19Adaptive Fault‐tolerant Attitude Control for Spacecraft Under Loss of Actuator Effectiveness
Qinglei Hu1, Bing Xiao1, Bo Li1 and Youmin Zhang2
1Department of Control Science and Engineering, Harbin Institute of Technology, Harbin, China
2Department of Mechanical and Industrial Engineering, Concordia University, Montreal, Quebec, Canada
19.1 Introduction
Accurate and reliable control law design for orbital vehicles is a major challenge for designers. Considerable research has been undertaken into designing spacecraft attitude controllers that will function in the presence of the uncertainties and external disturbances that the system will encounter in operation, to guarantee high performance, such as optimal control [1, 2], sliding mode control [3], adaptive and robust control [4, 5] and so on. However, during operations, it is possible that the system becomes abnormal, for instance due to the ageing of components, or actuator and sensor failures. This may result in substantial performance deterioration and even system instability. Fortunately, fault‐tolerant control is an effective control strategy is applicable to a large class of subsystem and component faults or failures, giving good performance and with reliability guaranteed for fault‐free systems as well as for faulty systems. Researchers in the system control community have proposed a number of methods of fault‐tolerant control [6, 7 and references therein]. Specific fault‐tolerant control schemes are also covered in ...
Get Advanced UAV Aerodynamics, Flight Stability and Control now with the O’Reilly learning platform.
O’Reilly members experience books, live events, courses curated by job role, and more from O’Reilly and nearly 200 top publishers.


Directions >> Using the records below, count the lines with "Likelihood" in them. Give the number only.

Data extracts >>

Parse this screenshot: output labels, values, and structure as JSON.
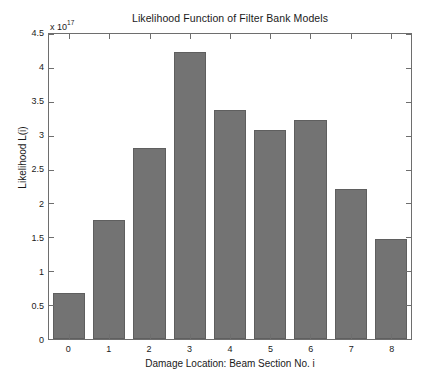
{
  "chart_data": {
    "type": "bar",
    "title": "Likelihood Function of Filter Bank Models",
    "xlabel": "Damage Location: Beam Section No. i",
    "ylabel": "Likelihood L(i)",
    "exponent_prefix": "x 10",
    "exponent_power": "17",
    "categories": [
      "0",
      "1",
      "2",
      "3",
      "4",
      "5",
      "6",
      "7",
      "8"
    ],
    "values": [
      0.68,
      1.75,
      2.82,
      4.24,
      3.38,
      3.08,
      3.23,
      2.21,
      1.47
    ],
    "ytick_labels": [
      "0",
      "0.5",
      "1",
      "1.5",
      "2",
      "2.5",
      "3",
      "3.5",
      "4",
      "4.5"
    ],
    "ytick_values": [
      0,
      0.5,
      1,
      1.5,
      2,
      2.5,
      3,
      3.5,
      4,
      4.5
    ],
    "ylim": [
      0,
      4.5
    ],
    "grid": false,
    "legend": null,
    "bar_color": "#737373",
    "bar_edge_color": "#5f5f5f",
    "axis_color": "#6e6e6e",
    "background_color": "#ffffff"
  }
}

Answer >> 2